Joseph’s revelations fervently declare the redemptive nature of human sociality and that the conviviality we share is an ever-flowing channel of divine grace. Heaven will not and cannot be sterilized. A heaven of perfect balance, surmised with no body, parts, or passions, stands starkly in contrast to the Latter-day Saint vision of our same friends, families, and communities standing to define the very inner-dynamics of the life Christ calls us all into. This great soteriological vision is the sort of heaven defined by the realization of a tangible and wild beauty which demands our attention; and as Joseph Smith boldly declared, “Zion must increase in beauty” (D&C 82:14).
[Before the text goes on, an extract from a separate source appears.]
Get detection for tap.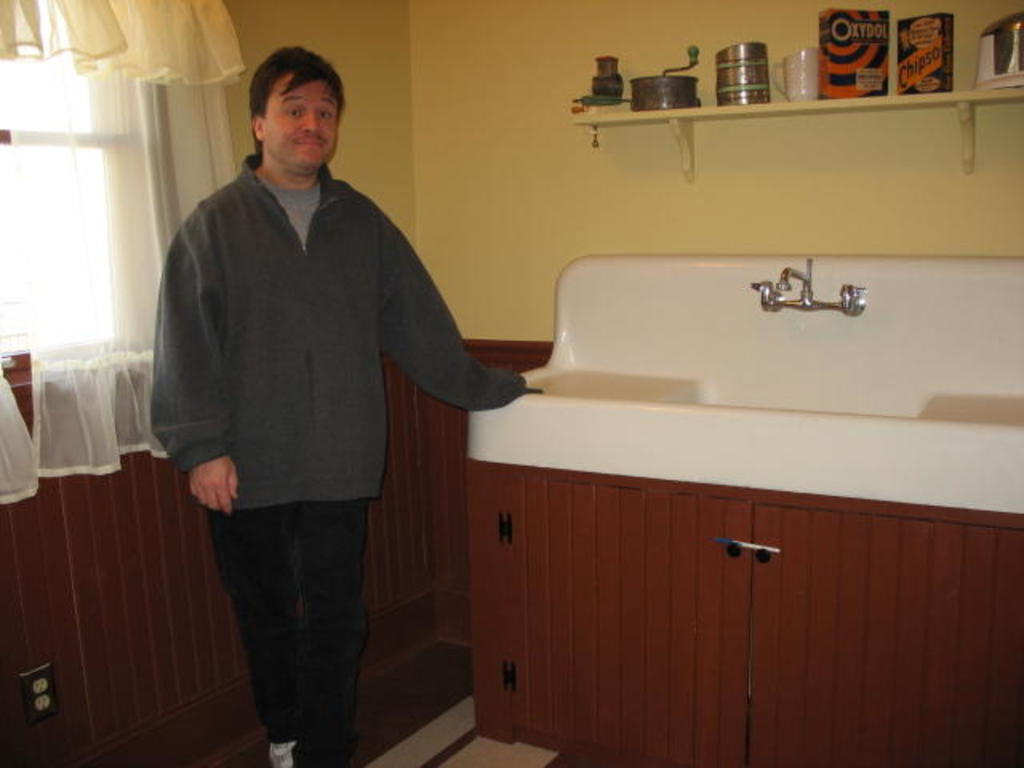
Detection: (left=741, top=266, right=888, bottom=331).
It’s the sort of beauty that isn’t just reserved for art or architecture but rather the sort of beauty that has a face, a name, a color, a sound, a shape, a look, a smell, a cadence, a tone, a story, a spirit. It is the beauty of human beings radiating fully alive, bound in a covenant commitment to see as we are seen and know as we are known. We wrestle together in a reality where God both weeps and promises to wipe away all our tears. We sit in a universe experiencing both woe and wonder. To sit with Christ is to sit in this tension—whether around a pop-up sacrament table laden with homemade cookies in the middle of basic training, at my family’s table after a backyard battle, or with a war-torn family in Belgium.
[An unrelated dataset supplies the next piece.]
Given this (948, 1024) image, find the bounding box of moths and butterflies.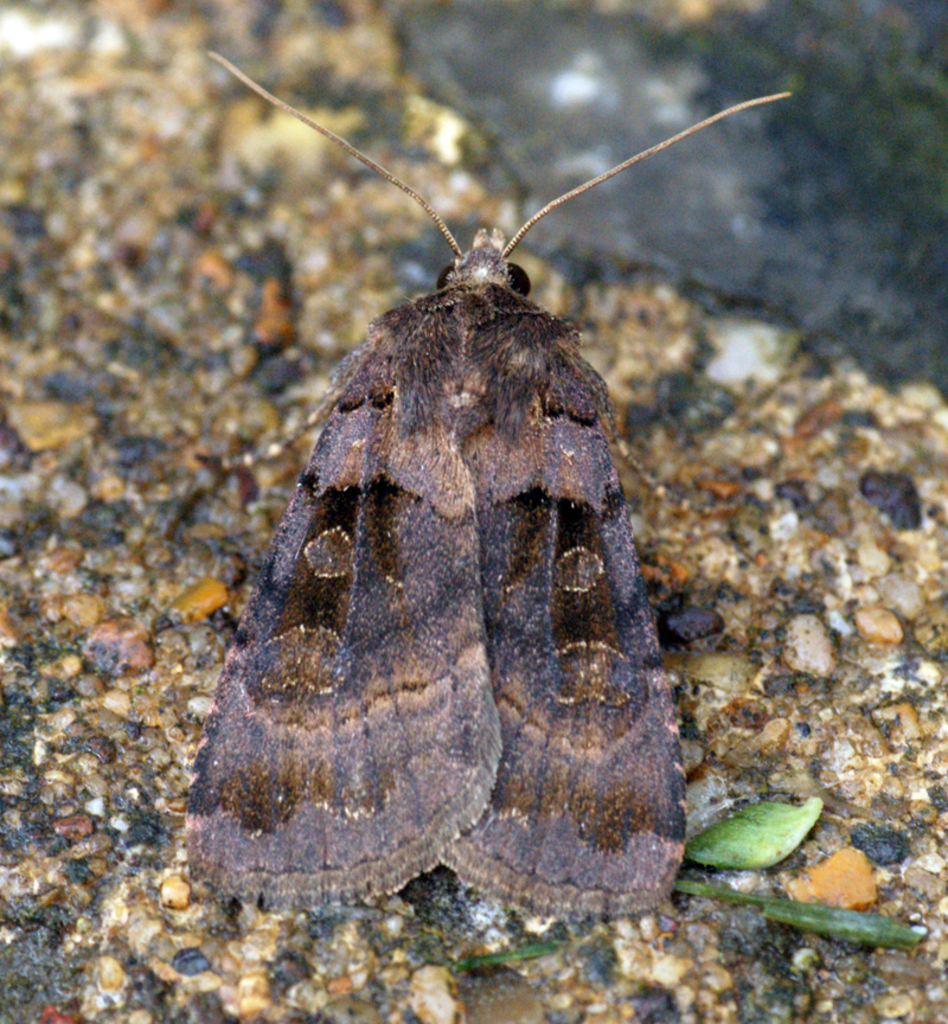
178,49,795,921.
Our covenantal life stretches us into deeper communion and subsequent responsiveness to our friends, families, and neighbors. We will naturally find ourselves around more tables at home, at church, in parks, in our communities, and in temples. This covenantal commitment and artisanal process of peacemaking expands the healing web of heaven across the broken world and encompasses our lives in Christ’s grace. Christ does not call us into a life where the rough edges of existence are smoothed away, but into one where we are to pitch our tents amid the crags of suffering and uncertainty, building Zion by breaking open our hearts and letting them be set on fire. It is a process of growth—the theological tenet lying at the very heart of the restored gospel—which we must embrace as we progress from grace to grace.
I have tasted this grace in each of the meals that called me from my imaginary battlefields. I have felt this grace sitting and grieving with friends and families. I have seen this grace embodied in the great saints of my life who have guided, directed, and loved me into greater vibrancy and wholeness. I have come to learn that my fear cannot outrun this grace; in Paul’s words, I cannot frustrate grace (Gal 2:21). Christ’s is an audacious grace, endowing us with the strength to participate with him in the work of restoring the world, building Zion, and coming to tables.
Raised in the foothills of the Cascade mountains, Sam Petersen hails from Maple Valley, WA (and, yes, it is as quaint as it sounds). He is looking forward to pursuing a career in the Air Force Chaplain Corps.
Art by Henry Ossawa Tanner (1859–1937)
What an excellent piece! Thoughtful and incredibly well written. Reflective, reminiscent, and a beautiful reminder of the importance of our tables!